Nerve Function Can Shift
One of the more surprising effects of lumbarization is that it can rewire which nerve root does what. In patients with a lumbarized S1, research has shown that the S1 nerve root takes over the job normally performed by the L5 nerve root. Compression of the S1 root in these patients produces the pattern of muscle weakness and sensory changes you would normally expect from L5 compression in someone with standard anatomy.
This has real consequences for diagnosis and treatment. A surgeon relying on standard anatomical maps to identify a compressed nerve could target the wrong level if they don’t account for the transitional vertebra. The condition known as “Far-Out Syndrome” can also occur, where a lumbar nerve gets pinched between the transverse process of L5 and the top of the sacrum, causing pain that radiates into the leg.

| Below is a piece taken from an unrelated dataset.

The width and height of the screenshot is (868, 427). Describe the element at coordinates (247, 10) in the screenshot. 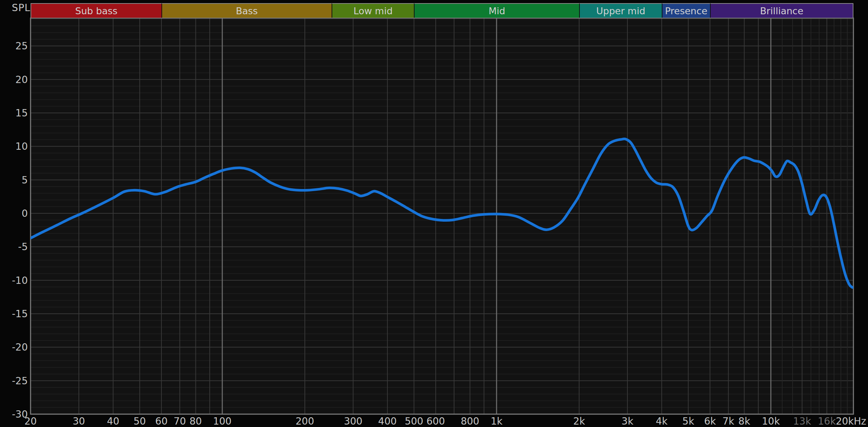

I see `band-bass: Bass` at that location.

How It’s Identified on Imaging
Lumbarization is usually discovered incidentally on an X-ray, CT scan, or MRI ordered for back pain. The key features radiologists look for include the squared shape of the S1 vertebra, the presence of a full-sized disc between S1 and S2, and facet joints at a level where fusion would normally exist.
Counting vertebrae sounds simple but can actually be tricky. Because lumbarization adds an extra segment that looks lumbar, it’s easy to miscount and mislabel vertebral levels. Newer identification methods use specific angle measurements on CT scans and the position of the iliac crest (the top of the hip bone) relative to the spine on full-length images. When the iliac crest sits higher than expected and certain vertebral angles are unusually small, there’s a strong likelihood that lumbarization is present. In one study, 95.8% of patients who showed both a high iliac crest line and a small posterior angle on imaging turned out to have lumbarization. When these findings appear on standard lumbar imaging, a full-spine X-ray is recommended to confirm the diagnosis by counting from the top of the spine down.

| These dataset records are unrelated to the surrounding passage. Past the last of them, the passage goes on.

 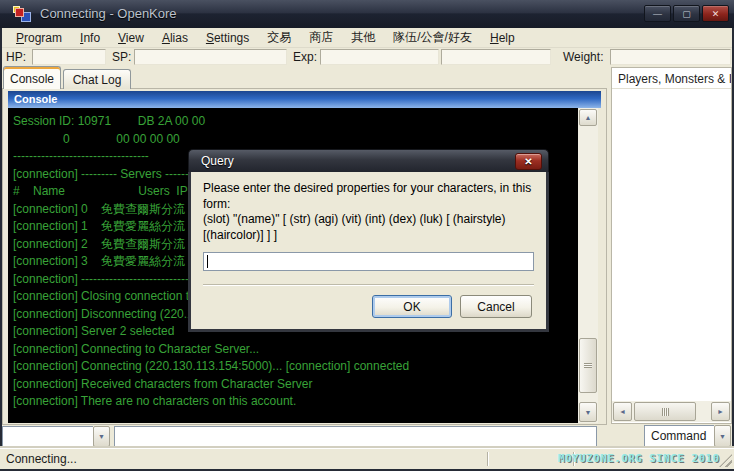 What do you see at coordinates (36, 99) in the screenshot?
I see `console-header-label: Console` at bounding box center [36, 99].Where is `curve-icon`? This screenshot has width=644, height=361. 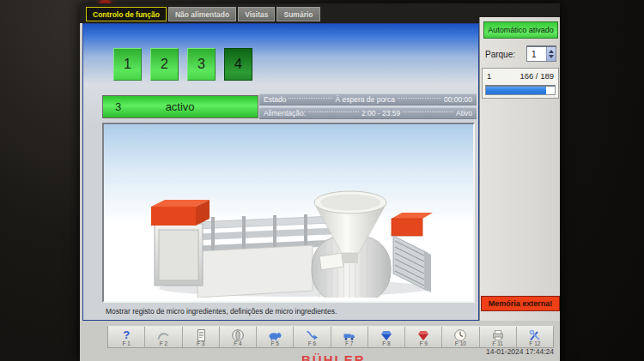
curve-icon is located at coordinates (163, 334).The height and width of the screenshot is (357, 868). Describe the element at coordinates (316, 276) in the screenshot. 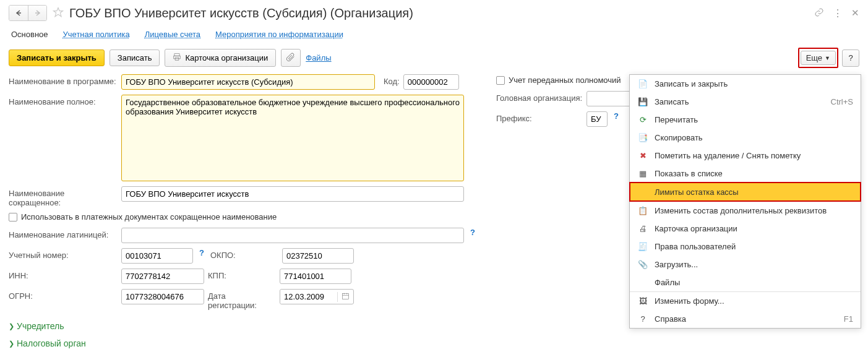

I see `input-kpp` at that location.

Impact on Disc Health Over Time
The segment just above a transitional vertebra bears the brunt of the altered mechanics, and disc degeneration at that level is a well-documented long-term risk. Research on the parallel condition of sacralization (which creates similar stress concentration patterns) found that 62.2% of patients with the transitional vertebra had severe disc degeneration at the level above, compared to 41.5% of patients without the variation. Vertebral slippage at that level was also significantly worse, and the degree of slip correlated strongly with the severity of disc breakdown.
While this data comes from sacralization studies, the underlying principle applies to lumbarization as well: when one spinal segment is abnormally fixed or abnormally mobile, the segments next to it compensate, and that compensation accelerates wear. For people with lumbarization who develop progressive back pain, this pattern of adjacent-segment degeneration is often the underlying driver.
Managing Symptoms
Because most people with lumbarization never develop symptoms, no treatment is needed unless pain arises. When it does, the approach typically starts conservatively. Physical therapy focused on core stability, pelvic alignment, and reducing asymmetric muscle tension can address much of the biomechanical imbalance. Targeted injections into the pseudoarticulation (the false joint between the transverse process and sacrum) can both confirm the diagnosis and provide temporary relief.
For people whose pain persists despite conservative measures, surgical options exist but are considered a last resort. The specific procedure depends on where the pain originates: the pseudoarticulation itself, a degenerated disc above the transitional vertebra, or a compressed nerve root. Accurate identification of the transitional vertebra’s level is critical before any procedure, since mislabeling the vertebrae can lead to surgery at the wrong spinal segment.